Regional
manufacturing

Everyone has a right to affordable and quality assured health products, yet in many parts of the world there is no stable and affordable regional access to tests, treatments, and tools.

95 %

More than 95% of the active pharmaceutical ingredients consumed in Africa are imported

70 %

More than 70% of all pharmaceuticals consumed in Africa are imported

1 /4

Africa shoulders one-quarter of the world’s disease burden, but is heavily reliant on external production of health products

5

Only five drug manufacturers in Africa have received WHO’s quality certification for any product

The problem

Production capacity in Africa is limited

Africa has only about 600 health care production sites; India, by contrast, has 10,000 sites for a similar population. Challenges to increasing production capacity include the cost and complexity of achieving quality and regulatory compliance, poor access to finance, suboptimal infrastructure, and unpredictable public sector demand.

More than 70% of all pharmaceuticals consumed in Africa are imported, and most low- and middle-income countries do not have stable, affordable access to diagnostic tests, treatments and tools needed to prevent and respond to global health emergencies. That makes these countries more vulnerable to price volatility, supply-chain disruptions and unavailability of essential health products and tools.

On their own, very few countries can meet the minimum quantity for orders of health products at reduced bulk prices. This contributes to increasing the cost of pharmaceuticals needed at the country level.

Game-changing innovations
COVID-19 rapid-diagnostic tests
Support to a Senegalese manufacturer helped scale up access to rapid COVID-19 tests during the pandemic.
HIV self-tests
Transitioning the know-how gained through COVID-19 test production, we’re now supporting manufacturing of HIV self-tests in Senegal.
Malaria prevention drugs
Production sites in Kenya and Nigeria are now producing a quality-approved medicine for preventing malaria in children and pregnant women.

Our response

We are focusing first on Africa, where countries rely the most on imported products and where increased local capacity would greatly improve sustainability and access to products addressing regional needs. The goal is to transition to a sustainable African manufacturing industry that delivers a range of health products at scale, meeting the required quality standards and priced competitively. We will, in parallel, seek to identify opportunities for impact in Latin America and other underserved regions of the world.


* [What you have to do] Some lines below hold "arrow". Pick them out and copy them.

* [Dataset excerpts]

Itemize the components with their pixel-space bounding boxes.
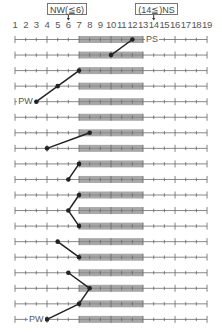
connector-line [47, 304, 79, 320]
data-point [66, 177, 71, 182]
data-point [77, 224, 82, 229]
data-point [34, 99, 39, 104]
nw-arrow-icon [67, 18, 70, 21]
connector-line [58, 242, 79, 258]
connector-line [68, 195, 79, 211]
rows-plot [0, 0, 222, 332]
ns-arrow-icon [152, 18, 155, 21]
data-point [55, 239, 60, 244]
connector-line [58, 71, 79, 87]
scale-diagram: NW(≦6) (14≦)NS 1234567891011121314151617… [0, 0, 222, 332]
data-point [77, 302, 82, 307]
data-point [77, 162, 82, 167]
data-point [77, 68, 82, 73]
data-point [45, 146, 50, 151]
data-point [77, 193, 82, 198]
data-point [87, 131, 92, 136]
pw-label: PW [17, 96, 34, 106]
data-point [87, 286, 92, 291]
data-point [77, 255, 82, 260]
pw-label: PW [28, 314, 45, 324]
data-point [109, 53, 114, 58]
connector-line [68, 164, 79, 180]
data-point [130, 37, 135, 42]
connector-line [68, 211, 79, 227]
data-point [66, 270, 71, 275]
data-point [45, 317, 50, 322]
data-point [55, 84, 60, 89]
data-point [66, 208, 71, 213]
ps-label: PS [145, 34, 159, 44]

* [Solution to this task]
nw-arrow-icon [67, 18, 70, 21]
ns-arrow-icon [152, 18, 155, 21]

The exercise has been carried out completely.